The placement season is under way in the engineering colleges, but reports suggest that the number of jobs on offer does not match those in the past three years. The companies, however, are snapping up all the deserving students.
So who are the deserving ones and why are they in demand? They are the students who recognised early enough the need to be prepared for the placement process and put in the required work. All those sensible youngsters are landing jobs.
The companies relish the prospect because they can choose from a wider pool for a smaller requirement, making their recruitment processes foolproof.
The afterglow of the ebullient recruitments in the previous years has made the students a little overconfident of their potential and smartness, and the belief that they will get jobs come what may has made them lackadaisical in their preparation. So the shrinking of the job market has caught them unawares. The opportunities are fewer and the processes are tougher. It is a double whammy, and the students who are not prepared have borne the brunt of the hit.
So, what are the things to do for the students who sit for the placements next year?
Understand the macroeconomic and the recruitment scenarios well in advance from various news sources.
Know that the responsibility of getting jobs is not with the college and is with yourself. Many wrongly believe that the college will find jobs for them.
If the condition seems to be unfavourable, prepare harder.
Understand that a job in hand is worth two outside. It boosts self-confidence and helps you pursue your long-term plans without worry.
Reasoning
Most students get eliminated from the placement processes in the test of reasoning. Two months ago, I visited a college to help prepare students for this test. The overwhelming demand was to train them in a specific type of question paper and a specific area in that named probability. It did not occur to them that they have been studying this topic for the past five years and have not yet mastered the concept and they are asking for it to be taught to them in an hour. Such is the obsession with pattern recognition. This happens all the time.
Every test-taker seems to be hell-bent on mastering the technique to solve a particular type of question paper, whether it is campus recruitment or a test conducted by the Public Service Commission. This is called pattern recognition and it serves no purpose other than to master a set of questions.
If the person setting the question paper is shrewd, he can catch these students off guard. He will either introduce a new format or redefine the same questions in such a way that only those who know the basics well will be able to answer them. This may not be a possibility in government papers but in times like the present year, the private companies will definitely do it.
So in times of difficult placements, prepare the basics well and do not settle for pattern recognition. This will serve you not only to get jobs but also to have a better life because in life basics matter the most.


- [Task goal]
Locate every line below that contains the word "give" and copy it.

=== Section Start ===

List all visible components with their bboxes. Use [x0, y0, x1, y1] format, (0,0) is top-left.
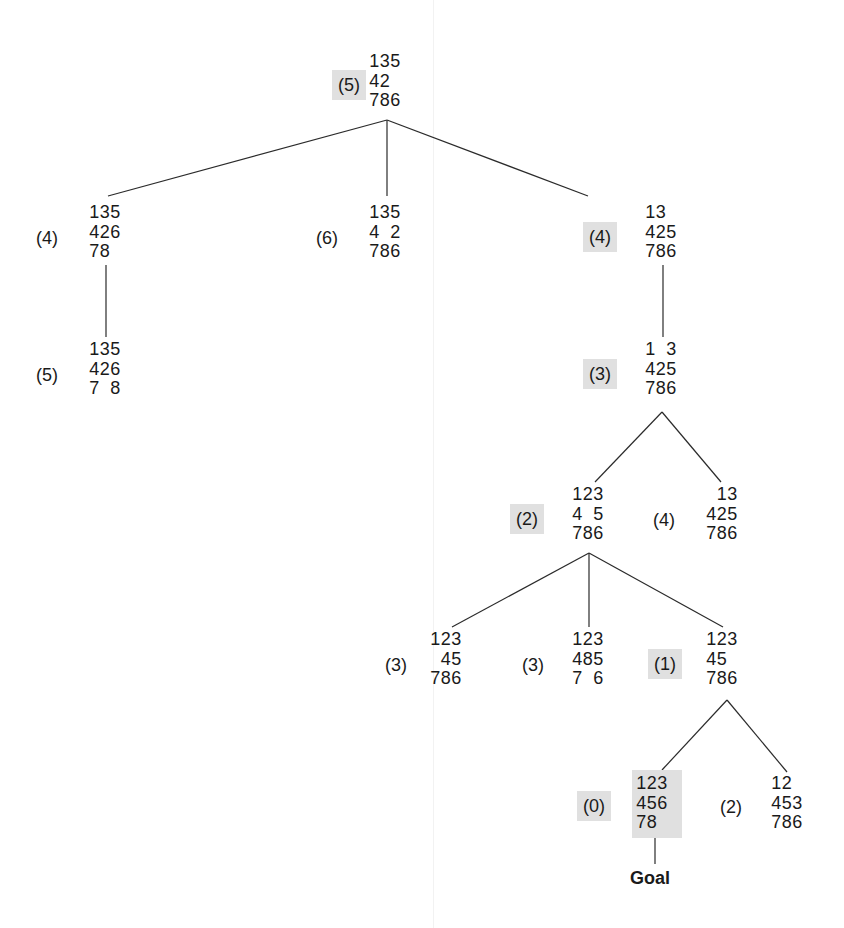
- puzzle-blank: [656, 340, 667, 360]
- puzzle-node-c1a3: 123 45 786: [706, 630, 738, 689]
- puzzle-tile: 3: [593, 485, 604, 505]
- puzzle-row: 786: [771, 813, 803, 833]
- puzzle-tile: 4: [572, 650, 583, 670]
- puzzle-row: 7 8: [89, 379, 121, 399]
- puzzle-row: 45: [430, 650, 462, 670]
- cost-label-b: (6): [316, 228, 338, 248]
- puzzle-row: 135: [89, 203, 121, 223]
- puzzle-tile: 1: [645, 340, 656, 360]
- puzzle-tile: 1: [572, 485, 583, 505]
- puzzle-tile: 8: [380, 91, 391, 111]
- edge-c1a-c1a1: [452, 553, 589, 627]
- cost-label-c1a1: (3): [385, 655, 407, 675]
- puzzle-row: 786: [645, 379, 677, 399]
- puzzle-row: 123: [572, 485, 604, 505]
- puzzle-tile: 1: [369, 52, 380, 72]
- puzzle-blank: [706, 485, 717, 505]
- puzzle-tile: 5: [593, 505, 604, 525]
- puzzle-node-c1a1: 123 45 786: [430, 630, 462, 689]
- puzzle-tile: 6: [666, 379, 677, 399]
- edge-c1-c1a: [595, 412, 662, 482]
- puzzle-tile: 5: [782, 794, 793, 814]
- cost-label-c1a2: (3): [522, 655, 544, 675]
- puzzle-tile: 5: [110, 340, 121, 360]
- puzzle-tile: 3: [657, 774, 668, 794]
- puzzle-row: 7 6: [572, 669, 604, 689]
- puzzle-tile: 4: [645, 223, 656, 243]
- cost-label-a1: (5): [36, 365, 58, 385]
- puzzle-row: 135: [89, 340, 121, 360]
- puzzle-tile: 3: [380, 203, 391, 223]
- cost-label-c1b: (4): [653, 510, 675, 530]
- puzzle-tile: 1: [430, 630, 441, 650]
- puzzle-node-c1b: 13 425 786: [706, 485, 738, 544]
- cost-badge-root: (5): [332, 70, 366, 100]
- puzzle-tile: 2: [647, 774, 658, 794]
- puzzle-tile: 2: [100, 360, 111, 380]
- puzzle-tile: 1: [89, 203, 100, 223]
- puzzle-tile: 8: [717, 669, 728, 689]
- edge-c1a3-goal: [662, 700, 727, 770]
- edge-c1a3-c1a3b: [727, 700, 787, 772]
- puzzle-tile: 5: [666, 360, 677, 380]
- puzzle-row: 453: [771, 794, 803, 814]
- puzzle-tile: 2: [717, 630, 728, 650]
- puzzle-node-c1: 1 3 425 786: [645, 340, 677, 399]
- puzzle-row: 1 3: [645, 340, 677, 360]
- puzzle-tile: 2: [380, 72, 391, 92]
- puzzle-tile: 2: [656, 360, 667, 380]
- goal-label: Goal: [630, 868, 670, 889]
- puzzle-row: 425: [645, 223, 677, 243]
- puzzle-tile: 8: [380, 242, 391, 262]
- cost-badge-c1a: (2): [510, 504, 544, 534]
- puzzle-blank: [792, 774, 803, 794]
- puzzle-row: 12: [771, 774, 803, 794]
- puzzle-tile: 7: [645, 379, 656, 399]
- puzzle-tile: 8: [110, 379, 121, 399]
- puzzle-tile: 2: [100, 223, 111, 243]
- puzzle-tile: 3: [593, 630, 604, 650]
- puzzle-tile: 2: [782, 774, 793, 794]
- puzzle-row: 786: [645, 242, 677, 262]
- puzzle-tile: 8: [782, 813, 793, 833]
- puzzle-tile: 7: [89, 242, 100, 262]
- puzzle-row: 4 5: [572, 505, 604, 525]
- puzzle-row: 786: [706, 524, 738, 544]
- puzzle-row: 425: [645, 360, 677, 380]
- puzzle-row: 485: [572, 650, 604, 670]
- puzzle-blank: [583, 505, 594, 525]
- puzzle-row: 786: [572, 524, 604, 544]
- puzzle-tile: 7: [706, 669, 717, 689]
- puzzle-node-b: 135 4 2 786: [369, 203, 401, 262]
- puzzle-tile: 2: [441, 630, 452, 650]
- edge-root-c: [387, 120, 588, 196]
- puzzle-tile: 7: [572, 669, 583, 689]
- puzzle-tile: 6: [110, 223, 121, 243]
- puzzle-tile: 6: [593, 669, 604, 689]
- puzzle-tile: 2: [656, 223, 667, 243]
- puzzle-tile: 1: [89, 340, 100, 360]
- puzzle-tile: 7: [430, 669, 441, 689]
- puzzle-tile: 7: [572, 524, 583, 544]
- cost-badge-c1a3: (1): [648, 649, 682, 679]
- puzzle-blank: [666, 203, 677, 223]
- edge-root-a: [108, 120, 387, 196]
- puzzle-tile: 7: [369, 91, 380, 111]
- puzzle-tile: 5: [647, 794, 658, 814]
- puzzle-row: 456: [636, 794, 668, 814]
- puzzle-tile: 4: [636, 794, 647, 814]
- puzzle-tile: 8: [656, 379, 667, 399]
- puzzle-tile: 4: [369, 223, 380, 243]
- puzzle-tile: 5: [451, 650, 462, 670]
- puzzle-row: 786: [369, 91, 401, 111]
- puzzle-tile: 5: [390, 52, 401, 72]
- puzzle-tile: 4: [706, 505, 717, 525]
- puzzle-node-goal: 123 456 78: [636, 774, 668, 833]
- puzzle-tile: 1: [706, 630, 717, 650]
- puzzle-tile: 7: [369, 242, 380, 262]
- puzzle-row: 13: [706, 485, 738, 505]
- edge-c1a-c1a3: [589, 553, 723, 627]
- puzzle-blank: [100, 379, 111, 399]
- puzzle-tile: 1: [771, 774, 782, 794]
- puzzle-tile: 3: [792, 794, 803, 814]
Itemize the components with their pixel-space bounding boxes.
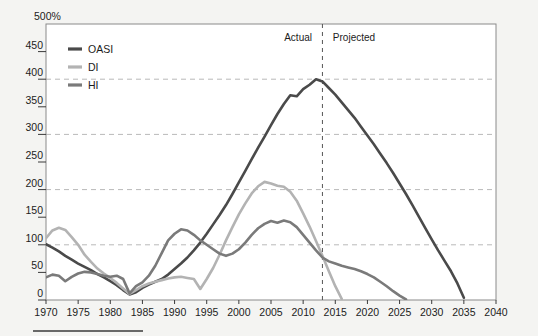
xtick-label-2000: 2000	[227, 306, 251, 318]
ytick-label-100: 100	[25, 232, 43, 244]
legend-label-oasi: OASI	[88, 43, 113, 55]
xtick-label-1990: 1990	[163, 306, 187, 318]
xtick-label-2020: 2020	[356, 306, 380, 318]
xtick-label-1995: 1995	[195, 306, 219, 318]
xtick-label-1985: 1985	[131, 306, 155, 318]
legend-label-di: DI	[88, 61, 99, 73]
xtick-label-2005: 2005	[259, 306, 283, 318]
xtick-label-2010: 2010	[291, 306, 315, 318]
ytick-label-150: 150	[25, 204, 43, 216]
plot-area	[46, 24, 496, 300]
ytick-label-300: 300	[25, 121, 43, 133]
ytick-label-400: 400	[25, 66, 43, 78]
legend-label-hi: HI	[88, 79, 99, 91]
ytick-label-450: 450	[25, 39, 43, 51]
xtick-label-2030: 2030	[420, 306, 444, 318]
xtick-label-2035: 2035	[452, 306, 476, 318]
projected-label: Projected	[333, 32, 375, 43]
y-axis-unit-label: 500%	[34, 10, 61, 22]
actual-label: Actual	[284, 32, 312, 43]
ytick-label-50: 50	[31, 259, 43, 271]
ytick-label-250: 250	[25, 149, 43, 161]
chart-canvas: 050100150200250300350400450500%197019751…	[0, 0, 538, 336]
xtick-label-2025: 2025	[388, 306, 412, 318]
xtick-label-1970: 1970	[34, 306, 58, 318]
figure: 050100150200250300350400450500%197019751…	[0, 0, 538, 336]
ytick-label-350: 350	[25, 94, 43, 106]
xtick-label-1980: 1980	[99, 306, 123, 318]
ytick-label-200: 200	[25, 177, 43, 189]
ytick-label-0: 0	[37, 287, 43, 299]
xtick-label-2015: 2015	[324, 306, 348, 318]
xtick-label-2040: 2040	[484, 306, 508, 318]
xtick-label-1975: 1975	[66, 306, 90, 318]
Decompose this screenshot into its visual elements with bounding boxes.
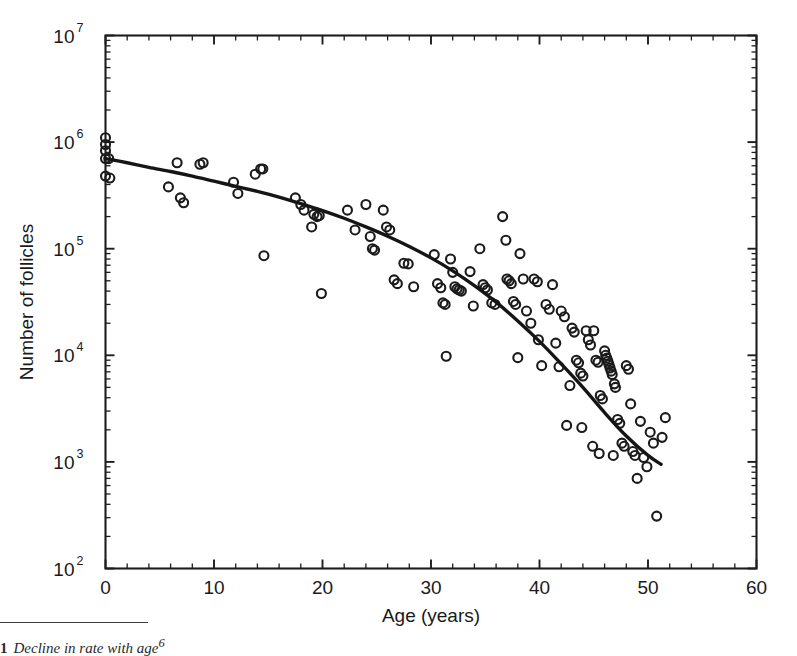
- data-point: [519, 274, 528, 283]
- data-point: [164, 182, 173, 191]
- y-tick-exponent: 2: [77, 554, 84, 568]
- figure-caption: 1Decline in rate with age6: [0, 636, 260, 656]
- y-tick-exponent: 7: [77, 21, 84, 35]
- data-point: [652, 512, 661, 521]
- data-point: [562, 421, 571, 430]
- data-point: [498, 212, 507, 221]
- y-tick-label: 10: [53, 452, 74, 473]
- data-point: [351, 225, 360, 234]
- y-tick-exponent: 3: [77, 447, 84, 461]
- data-point: [609, 451, 618, 460]
- plot-frame: [106, 36, 757, 569]
- y-tick-label: 10: [53, 345, 74, 366]
- data-point: [595, 449, 604, 458]
- x-tick-label: 30: [420, 577, 441, 598]
- data-point: [515, 249, 524, 258]
- data-point: [626, 399, 635, 408]
- x-tick-label: 0: [100, 577, 111, 598]
- caption-rule: [0, 622, 148, 623]
- data-point: [551, 339, 560, 348]
- caption-number: 1: [0, 640, 8, 656]
- data-point: [642, 462, 651, 471]
- figure-container: 0102030405060102103104105106107Age (year…: [0, 0, 797, 656]
- data-point: [537, 361, 546, 370]
- y-tick-exponent: 4: [77, 340, 84, 354]
- data-point: [259, 251, 268, 260]
- data-point: [343, 206, 352, 215]
- follicle-decline-chart: 0102030405060102103104105106107Age (year…: [0, 0, 797, 656]
- x-tick-label: 50: [637, 577, 658, 598]
- x-tick-label: 60: [746, 577, 767, 598]
- data-point: [658, 433, 667, 442]
- data-point: [409, 282, 418, 291]
- data-point: [633, 474, 642, 483]
- data-point: [442, 352, 451, 361]
- data-point: [446, 255, 455, 264]
- data-point: [574, 358, 583, 367]
- data-point: [307, 222, 316, 231]
- x-axis-title: Age (years): [382, 605, 480, 626]
- data-point: [661, 413, 670, 422]
- y-tick-label: 10: [53, 132, 74, 153]
- data-point: [366, 232, 375, 241]
- data-point: [594, 358, 603, 367]
- data-point: [646, 428, 655, 437]
- data-point: [173, 158, 182, 167]
- x-tick-label: 40: [529, 577, 550, 598]
- data-point: [526, 319, 535, 328]
- y-tick-exponent: 6: [77, 127, 84, 141]
- y-axis-title: Number of follicles: [16, 224, 37, 380]
- y-tick-label: 10: [53, 26, 74, 47]
- data-point: [565, 381, 574, 390]
- data-point: [501, 236, 510, 245]
- x-tick-label: 10: [203, 577, 224, 598]
- data-point: [522, 307, 531, 316]
- data-point: [379, 206, 388, 215]
- data-point: [469, 302, 478, 311]
- y-tick-exponent: 5: [77, 234, 84, 248]
- data-point: [317, 289, 326, 298]
- data-point: [361, 200, 370, 209]
- scatter-points-group: [101, 133, 670, 520]
- data-point: [636, 417, 645, 426]
- caption-superscript: 6: [158, 636, 164, 650]
- data-point: [233, 189, 242, 198]
- data-point: [513, 353, 522, 362]
- data-point: [577, 423, 586, 432]
- data-point: [548, 280, 557, 289]
- data-point: [466, 267, 475, 276]
- caption-body: Decline in rate with age: [14, 640, 159, 656]
- data-point: [475, 244, 484, 253]
- y-tick-label: 10: [53, 239, 74, 260]
- y-tick-label: 10: [53, 559, 74, 580]
- x-tick-label: 20: [312, 577, 333, 598]
- data-point: [649, 439, 658, 448]
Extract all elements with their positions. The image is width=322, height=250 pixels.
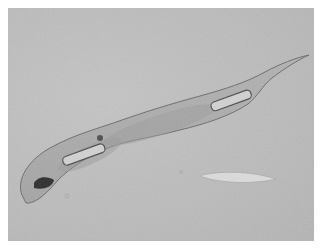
micrograph-photo <box>8 8 314 241</box>
nematode-illustration <box>8 8 314 241</box>
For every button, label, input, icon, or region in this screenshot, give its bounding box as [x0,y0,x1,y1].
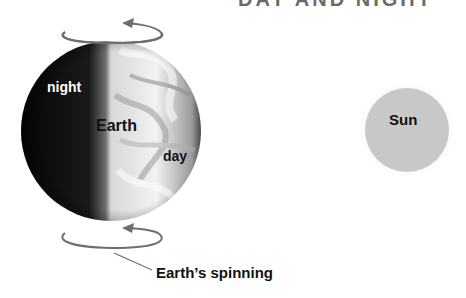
sun-disc [357,80,457,180]
spinning-pointer-line [114,253,152,270]
sun-label: Sun [389,111,417,128]
top-rotation-arrow-icon [62,18,161,43]
night-label: night [47,79,81,95]
day-label: day [163,148,187,164]
earths-spinning-label: Earth’s spinning [156,264,273,281]
diagram-canvas [0,0,466,298]
earth-label: Earth [96,117,137,135]
bottom-rotation-arrow-icon [62,223,161,248]
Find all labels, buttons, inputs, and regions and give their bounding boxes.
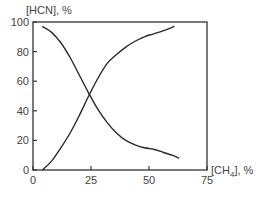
plot-border <box>33 22 207 170</box>
x-tick-label: 25 <box>85 174 97 186</box>
y-tick-label: 100 <box>11 16 29 28</box>
axis-ticks: 0204060801000255075 <box>11 16 213 186</box>
y-tick-label: 20 <box>17 134 29 146</box>
series-line-decreasing <box>42 26 179 158</box>
y-axis-title: [HCN], % <box>26 4 72 16</box>
data-series <box>42 26 179 170</box>
x-tick-label: 0 <box>30 174 36 186</box>
y-tick-label: 0 <box>23 164 29 176</box>
chart: 0204060801000255075 [HCN], % [CH4], % <box>0 0 256 198</box>
y-tick-label: 40 <box>17 105 29 117</box>
y-tick-label: 80 <box>17 46 29 58</box>
x-tick-label: 50 <box>143 174 155 186</box>
plot-frame <box>33 22 207 170</box>
x-axis-title: [CH4], % <box>211 164 254 179</box>
y-tick-label: 60 <box>17 75 29 87</box>
series-line-increasing <box>42 26 174 170</box>
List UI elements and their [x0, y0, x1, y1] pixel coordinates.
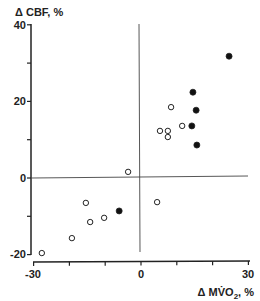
y-tick-label-20: 20	[14, 95, 26, 107]
y-tick-label-40: 40	[14, 19, 26, 31]
data-point-filled	[190, 89, 196, 95]
y-axis-title: Δ CBF, %	[15, 6, 63, 18]
data-point-open	[39, 250, 44, 255]
data-point-open	[83, 200, 88, 205]
y-tick-label-0: 0	[20, 172, 26, 184]
data-point-open	[154, 199, 159, 204]
x-tick-label-0: 0	[138, 268, 144, 280]
x-axis-title: Δ MV̇O2, %	[198, 286, 255, 301]
x-tick-label-30: 30	[242, 268, 254, 280]
zero-line-vertical	[139, 24, 140, 252]
data-point-open	[157, 128, 162, 133]
data-point-open	[69, 235, 74, 240]
data-point-filled	[194, 142, 200, 148]
data-point-open	[101, 215, 106, 220]
x-tick-label-neg30: -30	[25, 268, 41, 280]
data-point-filled	[189, 123, 195, 129]
data-point-filled	[116, 208, 122, 214]
data-point-open	[179, 123, 184, 128]
data-points	[39, 53, 232, 256]
scatter-chart: 40 20 0 -20 -30 0 30 Δ CBF, % Δ MV̇O2, %	[0, 0, 260, 301]
data-point-open	[165, 134, 170, 139]
data-point-filled	[226, 53, 232, 59]
data-point-open	[125, 169, 130, 174]
data-point-open	[165, 128, 170, 133]
data-point-filled	[193, 107, 199, 113]
data-point-open	[87, 219, 92, 224]
data-point-open	[168, 104, 173, 109]
y-tick-label-neg20: -20	[10, 248, 26, 260]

=== Section End ===

- [Answer for this exercise]
For every button, label, input, icon, or region in this screenshot, give its bounding box as [x0,y0,x1,y1].
Find all labels, buttons, inputs, and regions and give their bounding boxes.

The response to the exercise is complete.